Black is glory
The black revolt began in the 1960s in the United States under the leadership of figures like Martin Luther King and Malcolm X is already bearing fruit with the accession to power of the first African-American president of the country's history. If we felt strongly about the role of politicians in that occasion, the musical face of this revolution is also essential. Back on the free jazz and blaxploitation, unknown on this side of the ocean.
James Brown (1933-2006), Isaac Hayes (1942-2008), Nina Simone (1933-2003), three key figures of the claim of equality sought by African-Americans have unfortunately not able to attend the arrival the power of Barack Obama to the presidency of the United States. This is theopportunity to return to the power of these black musicians on the conscience of the arrival of a black power in the early 1960s, about the characteristics of their music, and its real role (soundtrack a revolt or detonator).

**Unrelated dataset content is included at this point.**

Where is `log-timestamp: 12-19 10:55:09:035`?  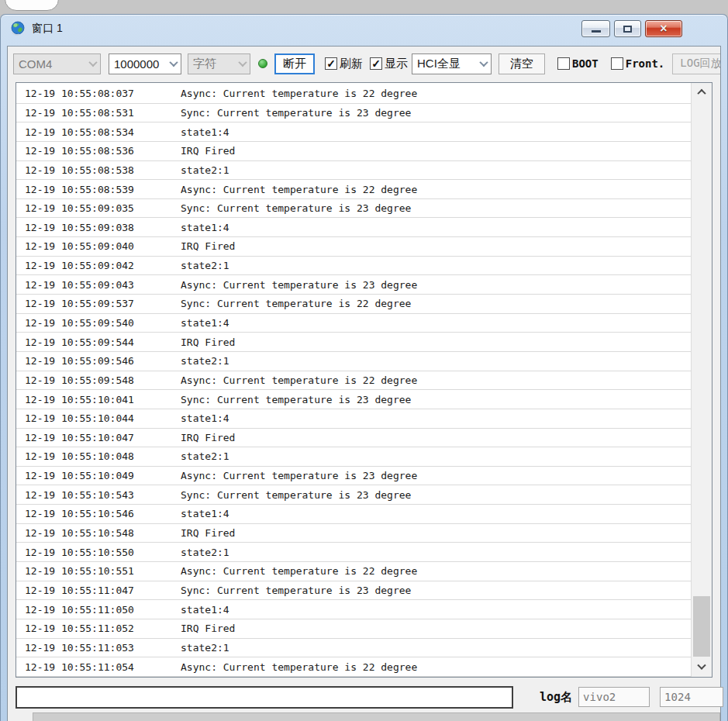
log-timestamp: 12-19 10:55:09:035 is located at coordinates (98, 208).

To understand the musical aspect of black power, we must turn to a wrong kind beloved and often misunderstood: the free jazz. By focusing on the genesis of this branch of the heirs of the libertarian blues, we understand the process of thinking Afro-Americans at the time. This is the thesis of one of the few books in French on the subject, 'Free Jazz Black Power' Philippe Carles and Jean-Louis Comolli. Unlike the conventional wisdom that declares that "music soothes morals", the book argues that there is no music or antisocial apolitical. Want to impose, as in our time, a unified music, a music store, a "universal music that form the body to listen indifferent" is a political act far from neutral. The free jazz advocates and defends the opposite of this ideology. As Archie Shepp: "It is not possible to skip three children and a church is left without something in your cultural experience." Far from being a reflection of the struggles of blacks in the United States, free is the end, the symbolic event. Diverse music, diverse, varied in excess, it is now difficult to define. Its main representatives are called Archie Shepp, Ornette Coleman, Albert Ayler, Don Cherry. They are often accused of "not knowing play" to do "anything" to create the "brothel" ... and they do it on purpose!

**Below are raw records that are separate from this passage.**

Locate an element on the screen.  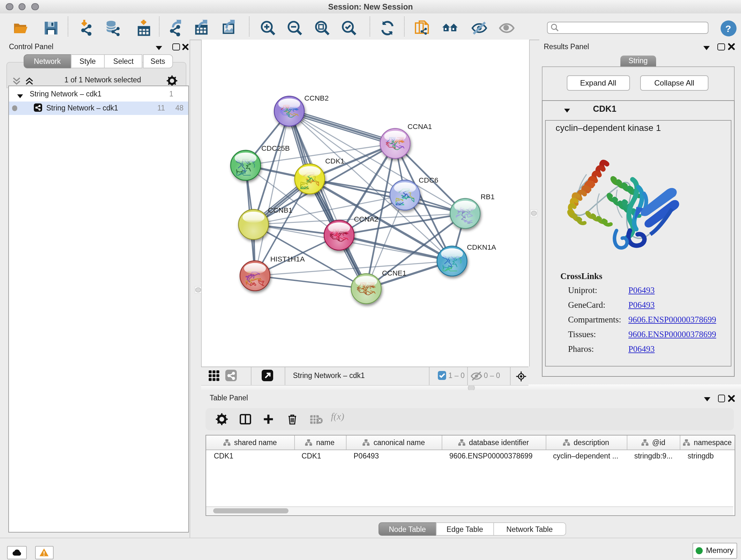
svg-text: CCNE1 is located at coordinates (394, 273).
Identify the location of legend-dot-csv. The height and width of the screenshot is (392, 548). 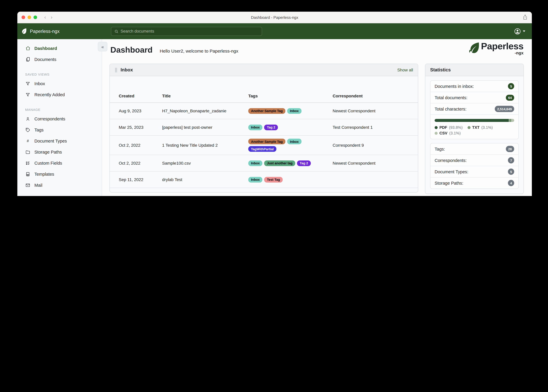
(436, 133).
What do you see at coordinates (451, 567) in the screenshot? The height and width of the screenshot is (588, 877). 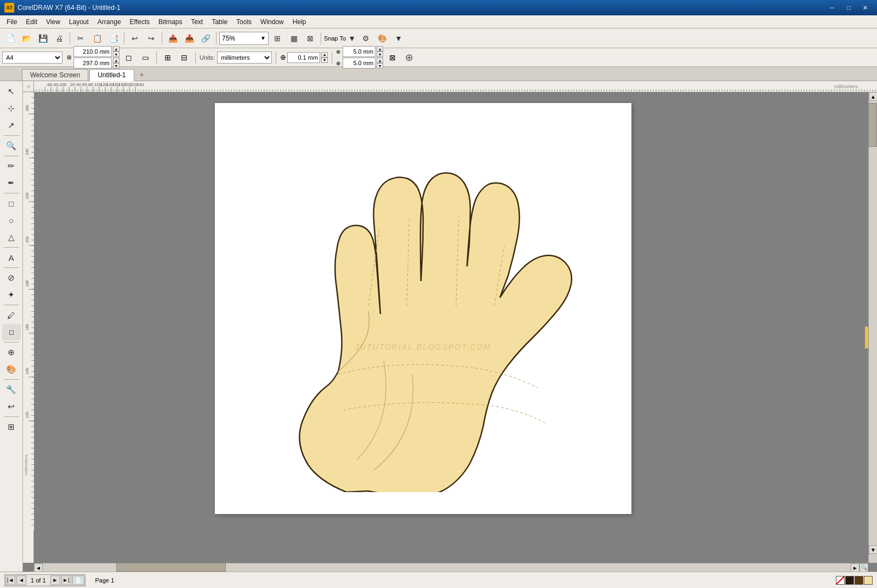 I see `horizontal-scrollbar: ◄ ► 🔍` at bounding box center [451, 567].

The chaos (apparent) of free jazz is presented as a response from the white slave master. African-American music par excellence-down blues, jazz was "recovered" by whites after the war. At the forefront of jazz cool-1950s there are only white stars (with the notable exception of Miles Davis): Chet Baker, Lee Konitz, Dave Brubeck, Gerry Mulligan and Stan Getz. The free jazz therefore achieve Symbolically the hope of many black politicians: the return to Africa. How it manifests itself on? By a rule of biking on the melody: the jazzmen multiplient different rhythms at the same time, while playing dissonance. The pillars of the free jazz do not play more than one, but several instruments, sometimes simultaneously, and seek to give the taste of a variety of folk instruments and traditional African, but also India 's Asia, South America ... The music is pure spirit, but leaves the body speak: there are the recordings of jazz free grunts, screams, onomatopoeia ... Bref tensions and injuries suffered by blacks reappear in their music: the black power seen by the free jazz, it is the instrumental will symbolize the violence experienced by blacks. And if the whites do not understand, so much the better: for advocates of free jazz the most extreme , whites can never understand their pain legacy of slavery.